Navalny has been sent repeatedly into punitive confinement recently, for violations like an unbuttoned uniform or not keeping his hands behind his back.

"We have received deeply disturbing information about Aleksei Navalny's increasingly harsh treatment in the strict regime penal colony where he is currently locked up," Amnesty International said in a September statement. "This includes severe penalties for purported offenses, and repeated efforts to ostracize him from other prisoners who are reportedly not allowed to speak with or even look at him."

"Russian prison authorities are using the cruel methods they have been refining for years to try and break the spirit of Alexei Navalny by making his existence in the penal colony unbearable, humiliating and dehumanizing," Amnesty said.

Cannon fodder

Russian oligarch Yevgeny Prigozhin, the financier of the Wagner mercenary group, which President Vladimir Putin has relied on heavily in various conflicts, has been seen in videos visiting penal colonies and urging inmates to sign up as volunteers, focusing on those serving time for violent crimes.

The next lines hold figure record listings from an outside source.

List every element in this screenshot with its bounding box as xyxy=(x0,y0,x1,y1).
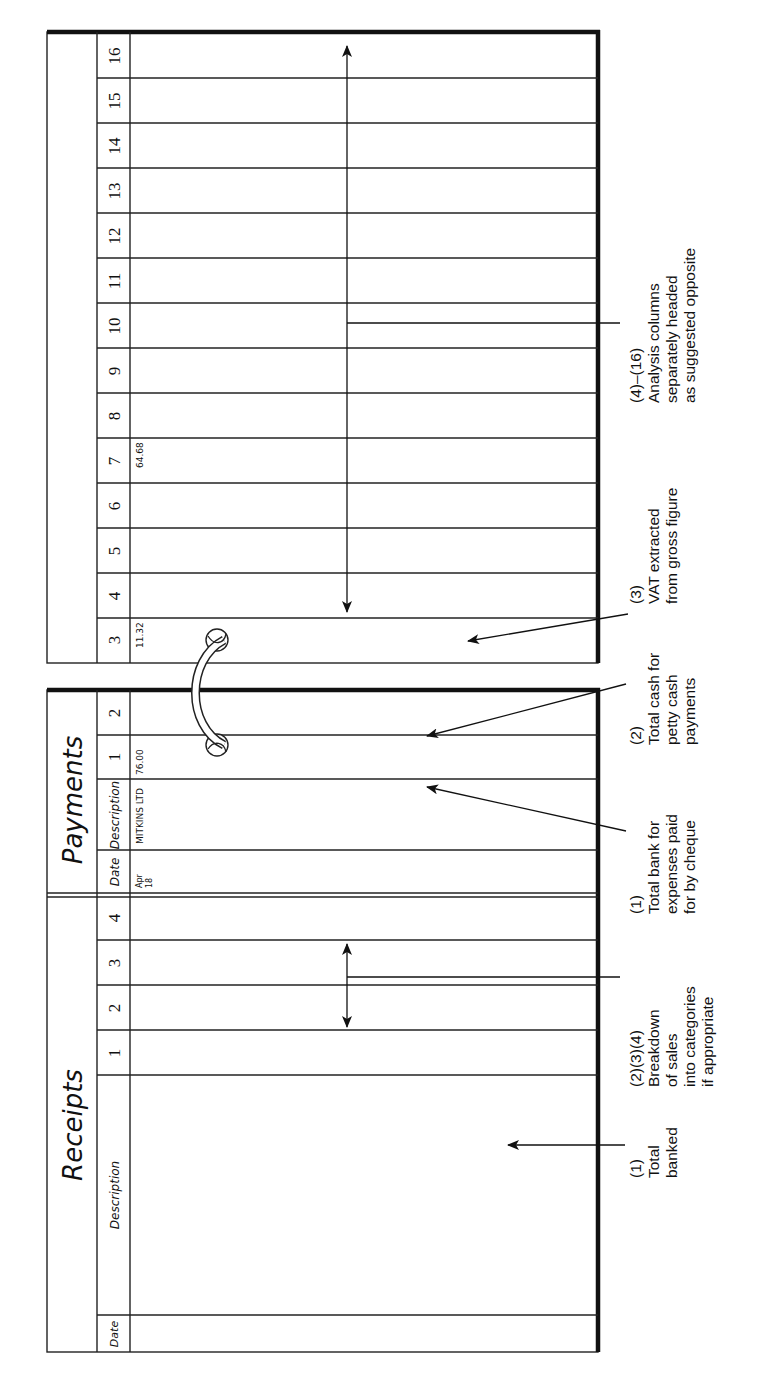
col-header-3: 3 xyxy=(105,636,124,645)
col-header-6: 6 xyxy=(105,502,124,511)
payments-col-1: 1 xyxy=(105,753,124,762)
col-header-13: 13 xyxy=(105,183,124,200)
receipts-column-headers: 4 3 2 1 Description Date xyxy=(105,913,124,1347)
cash-book-page: Payments Receipts 2 1 Description Date 7… xyxy=(47,688,600,1352)
col-header-7: 7 xyxy=(105,456,124,465)
payments-col-description: Description xyxy=(108,781,122,849)
col-header-14: 14 xyxy=(105,137,124,155)
analysis-column-headers: 3 4 5 6 7 8 9 10 11 12 13 14 15 16 xyxy=(105,48,124,645)
col-header-5: 5 xyxy=(105,547,124,556)
payments-entry-date-day: 18 xyxy=(145,878,154,888)
analysis-page: 3 4 5 6 7 8 9 10 11 12 13 14 15 16 11.32… xyxy=(47,30,600,663)
ring-binder-icon xyxy=(196,629,229,756)
col-header-16: 16 xyxy=(105,48,124,65)
annotations: (1) Total banked (2)(3)(4) Breakdown of … xyxy=(627,248,716,1178)
receipts-title: Receipts xyxy=(58,1069,88,1181)
entry-col3-value: 11.32 xyxy=(135,622,145,648)
col-header-4: 4 xyxy=(105,591,124,600)
annotation-analysis-3: (3) VAT extracted from gross figure xyxy=(627,488,680,604)
payments-entry-col1: 76.00 xyxy=(135,749,145,775)
payments-title: Payments xyxy=(58,736,88,865)
annotation-payments-2: (2) Total cash for petty cash payments xyxy=(627,649,698,746)
payments-col-date: Date xyxy=(108,858,122,887)
annotation-arrows xyxy=(347,46,628,1145)
payments-col-2: 2 xyxy=(105,709,124,718)
receipts-col-2: 2 xyxy=(105,1004,124,1013)
annotation-analysis-4-16: (4)–(16) Analysis columns separately hea… xyxy=(627,248,698,403)
receipts-col-1: 1 xyxy=(105,1049,124,1058)
col-header-15: 15 xyxy=(105,93,124,110)
receipts-col-4: 4 xyxy=(105,913,124,922)
annotation-receipts-1: (1) Total banked xyxy=(627,1127,680,1178)
annotation-payments-1: (1) Total bank for expenses paid for by … xyxy=(627,810,698,914)
col-header-8: 8 xyxy=(105,412,124,421)
col-header-10: 10 xyxy=(105,318,124,335)
cash-book-diagram: 3 4 5 6 7 8 9 10 11 12 13 14 15 16 11.32… xyxy=(0,0,777,1387)
entry-col7-value: 64.68 xyxy=(135,442,145,468)
receipts-col-description: Description xyxy=(108,1161,122,1229)
col-header-9: 9 xyxy=(105,367,124,376)
annotation-receipts-234: (2)(3)(4) Breakdown of sales into catego… xyxy=(627,982,716,1087)
col-header-12: 12 xyxy=(105,228,124,245)
col-header-11: 11 xyxy=(105,273,124,289)
payments-entry-date-month: Apr xyxy=(135,873,144,888)
receipts-col-date: Date xyxy=(108,1321,121,1348)
payments-entry-description: MITKINS LTD xyxy=(135,788,145,844)
receipts-col-3: 3 xyxy=(105,959,124,968)
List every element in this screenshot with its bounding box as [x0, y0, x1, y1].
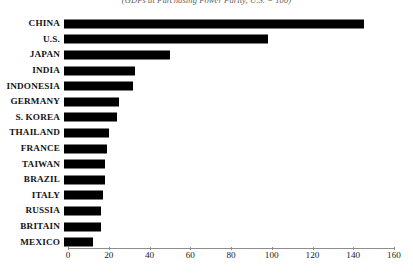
bar [64, 19, 364, 28]
bar-row: TAIWAN [0, 156, 413, 172]
bar-row: INDONESIA [0, 78, 413, 94]
bar-row: INDIA [0, 63, 413, 79]
x-tick-label: 140 [346, 250, 360, 260]
bar [64, 82, 133, 91]
category-label: JAPAN [0, 50, 64, 59]
bar-rows: CHINAU.S.JAPANINDIAINDONESIAGERMANYS. KO… [0, 16, 413, 250]
bar-track [64, 125, 413, 141]
bar-row: JAPAN [0, 47, 413, 63]
bar-track [64, 78, 413, 94]
bar-row: BRITAIN [0, 219, 413, 235]
x-tick-label: 160 [387, 250, 401, 260]
bar-row: ITALY [0, 188, 413, 204]
bar-track [64, 141, 413, 157]
x-tick-label: 80 [226, 250, 235, 260]
bar-track [64, 172, 413, 188]
category-label: TAIWAN [0, 160, 64, 169]
x-axis-ticks: 020406080100120140160 [0, 250, 413, 272]
category-label: S. KOREA [0, 113, 64, 122]
bar [64, 144, 107, 153]
bar [64, 206, 101, 215]
bar-row: GERMANY [0, 94, 413, 110]
category-label: ITALY [0, 191, 64, 200]
bar [64, 97, 119, 106]
bar [64, 128, 109, 137]
bar-row: RUSSIA [0, 203, 413, 219]
bar-track [64, 156, 413, 172]
category-label: FRANCE [0, 144, 64, 153]
category-label: INDIA [0, 66, 64, 75]
bar-track [64, 63, 413, 79]
bar [64, 160, 105, 169]
bar-row: U.S. [0, 32, 413, 48]
bar-track [64, 16, 413, 32]
x-tick-label: 100 [265, 250, 279, 260]
category-label: BRITAIN [0, 222, 64, 231]
chart-subtitle: (GDPs at Purchasing Power Parity, U.S. =… [0, 0, 413, 5]
bar-track [64, 110, 413, 126]
bar [64, 35, 268, 44]
x-tick-label: 60 [186, 250, 195, 260]
category-label: THAILAND [0, 128, 64, 137]
x-tick-label: 120 [306, 250, 320, 260]
category-label: GERMANY [0, 97, 64, 106]
bar-track [64, 94, 413, 110]
bar-row: FRANCE [0, 141, 413, 157]
bar-track [64, 203, 413, 219]
bar [64, 238, 93, 247]
x-tick-label: 40 [145, 250, 154, 260]
category-label: CHINA [0, 19, 64, 28]
plot-area: CHINAU.S.JAPANINDIAINDONESIAGERMANYS. KO… [0, 16, 413, 248]
bar [64, 113, 117, 122]
x-tick-label: 0 [66, 250, 71, 260]
bar-row: BRAZIL [0, 172, 413, 188]
bar-track [64, 219, 413, 235]
bar [64, 175, 105, 184]
bar-track [64, 188, 413, 204]
bar-row: THAILAND [0, 125, 413, 141]
bar-track [64, 32, 413, 48]
bar [64, 191, 103, 200]
bar [64, 66, 135, 75]
bar-track [64, 47, 413, 63]
bar [64, 222, 101, 231]
category-label: BRAZIL [0, 175, 64, 184]
category-label: RUSSIA [0, 206, 64, 215]
category-label: MEXICO [0, 238, 64, 247]
bar-row: CHINA [0, 16, 413, 32]
bar [64, 50, 170, 59]
gdp-bar-chart: (GDPs at Purchasing Power Parity, U.S. =… [0, 0, 413, 276]
category-label: INDONESIA [0, 82, 64, 91]
bar-row: S. KOREA [0, 110, 413, 126]
x-tick-label: 20 [104, 250, 113, 260]
category-label: U.S. [0, 35, 64, 44]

Those desperate enough to choose combat over the penal colonies are often sent into warzones with little to no training, and poorly equipped.

"The level of training these people have is extremely low, they are exhausted, because the prison is not a resort, and the discipline is in a very, very deplorable state," Olga Romanova, human rights activist and director of the Russia Behind Bars group, which helps convicts, said in a recent interview with Current Time TV.

"They are being sent by Putin to just be utilized and disposed of. By doing this, he solves two problems: he clears the minefields of Ukraine with their bodies and reduces the social and financial burden on the Russian budget," she added.